Jordan’s monarchy was back in the headlines this week, with the news that King Abdullah II purchased luxury homes through an offshore scheme that worked to hide a large flow of wealth into tax havens.
Last year, with the country hard hit by the COVID-19 pandemic, Jordan’s government had promised to track every dinar that the wealthy had hidden in tax havens. But this scrutiny apparently did not apply to the country’s king.
It wasn’t until damning leaked documents obtained by the International Consortium of Investigative Journalists (ICIJ), as part of the Pandora Papers, showed Abdullah had spent more than $100 million on expensive properties across the U.S. and U.K., using a network of front, or shell, companies. The Pandora Papers were born out of the world’s largest journalistic investigation and reveal the inner workings of a shadow economy that benefits the world’s wealthy and well-connected “at the expense of everyone else.”
The Pandora Papers investigation reveals that Abdullah has owned at least 36 front companies in secretive tax havens. Fourteen luxury homes, purchased between 2003 and 2017 and valued at more than $106 million, were bought through those companies.
Abdullah purchased homes in some of the U.K.’s ritziest neighborhoods; and in the U.S. luxury apartments in Washington, D.C. were purchased overlooking the Potomac River.
The ICIJ’s report shows the purchase of adjoining beachfront homes under reconstruction at Point Dume, in a posh area in Los Angeles. One, a seven-bedroom mansion on a bluff overlooking the Pacific Ocean, was bought in 2014 through one of the king’s shell companies for $33.5 million.
The ICIJ’s records show advisers to the king took good care to conceal his real estate holdings.
“Accountants and lawyers in Switzerland and the British Virgin Islands formed shell companies on the king’s behalf and concocted plans to shield his name from public and even confidential government registries,” writes ICIJ’s Will Fitzgibbon.
Abdullah’s attorneys denied anything improper about owning homes through offshore companies. The king is not required to pay taxes under Jordanian law, the attorneys said. Abdullah awards an annual prize for transparency in his name, but a Mid East expert told the ICIJ that Jordan doesn’t have the kind of money that other area monarchies have to allow a king to flaunt such wealth and that the secrecy around the purchases was important to keep the ire of Jordanians off the monarchy.
Last year, the U.S. gave Jordan, one of the poorest countries in the world, more than $1.5 billion in aid and military funding. The European Union agreed to provide the kingdom with more than $218 million to soften the economic blow of the COVID-19 pandemic.
The ICIJ says experts familiar with the region say many Jordanians and the tribal leaders who help keep Abdullah in power would have been alienated if the timing of the purchases were made public.
Last year, the U.S. gave Jordan, one of the poorest countries in the world, more than $1.5 billion in aid and military funding. The European Union agreed to provide the kingdom with more than $218 million to soften the economic blow of the COVID-19 pandemic.
As the ICIJ points out, at the time of his luxury D.C. purchases in 2012, the Jordanian people had taken to the streets over the removal of of a fuel subsidy that they feared would plunge them into poverty.
“Oh, Abdullah son of Hussien, where did the people’s money go?” they chanted. “There are those stealing millions and the rest eating plain bread.”
The Pandora Papers showed the king had several advisors in his offshore dealing, including Andrew Evans, a British accountant, and the shell company management firm Alcogal. The advisers were careful about keeping things discreet, often referring to him as “final beneficiary” or “you know who.”
This week, Politico reported on documents filed with the U.S. Justice Department that showed in the days before the publishing of the Pandora Papers, Abdullah, who is a close ally of the U.S., was in the midst of hiring a law firm to provide “legal advice related to potential defamation and other legal remedies associated with inquiries” or reports involving him.
The 59-year-old also hired a PR firm specializing in reputation management and negative suppression before the stories about his offshore activities came out.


**Task item:** Write out every record below exactly, leaving the pictures out.

**Dataset records:**
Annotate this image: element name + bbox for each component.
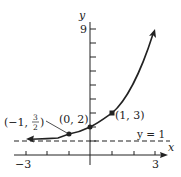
point-1: [110, 111, 115, 116]
point-a-label-suffix: ): [40, 116, 44, 129]
asymptote-label: y = 1: [136, 128, 165, 140]
y-axis-label: y: [78, 9, 86, 22]
graph: y 9 x −3 3 y = 1 (−1, 3 2 ) (0, 2) (1, 3…: [0, 0, 181, 177]
curve: [30, 34, 153, 139]
x-tick-neg3: −3: [15, 158, 31, 171]
x-axis-arrow-icon: [160, 152, 168, 158]
point-a-label-den: 2: [33, 123, 38, 132]
x-axis-label: x: [168, 141, 175, 154]
point-b-label: (0, 2): [59, 113, 89, 126]
point-a-label-prefix: (−1,: [4, 116, 28, 129]
x-tick-3: 3: [152, 158, 159, 171]
y-tick-9: 9: [80, 23, 87, 36]
point-neg1: [67, 132, 72, 137]
point-a-label-num: 3: [33, 113, 38, 122]
point-c-label: (1, 3): [115, 109, 145, 122]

**Result for this exercise:**
Annotate this image: element name + bbox for each component.
point-1: [110, 111, 115, 116]
point-a-label-suffix: ): [40, 116, 44, 129]
asymptote-label: y = 1: [136, 128, 165, 140]
y-axis-label: y: [78, 9, 86, 22]
graph: y 9 x −3 3 y = 1 (−1, 3 2 ) (0, 2) (1, 3…: [0, 0, 181, 177]
curve: [30, 34, 153, 139]
x-tick-neg3: −3: [15, 158, 31, 171]
x-axis-arrow-icon: [160, 152, 168, 158]
point-a-label-den: 2: [33, 123, 38, 132]
x-axis-label: x: [168, 141, 175, 154]
point-b-label: (0, 2): [59, 113, 89, 126]
point-a-label-prefix: (−1,: [4, 116, 28, 129]
x-tick-3: 3: [152, 158, 159, 171]
y-tick-9: 9: [80, 23, 87, 36]
point-neg1: [67, 132, 72, 137]
point-a-label-num: 3: [33, 113, 38, 122]
point-c-label: (1, 3): [115, 109, 145, 122]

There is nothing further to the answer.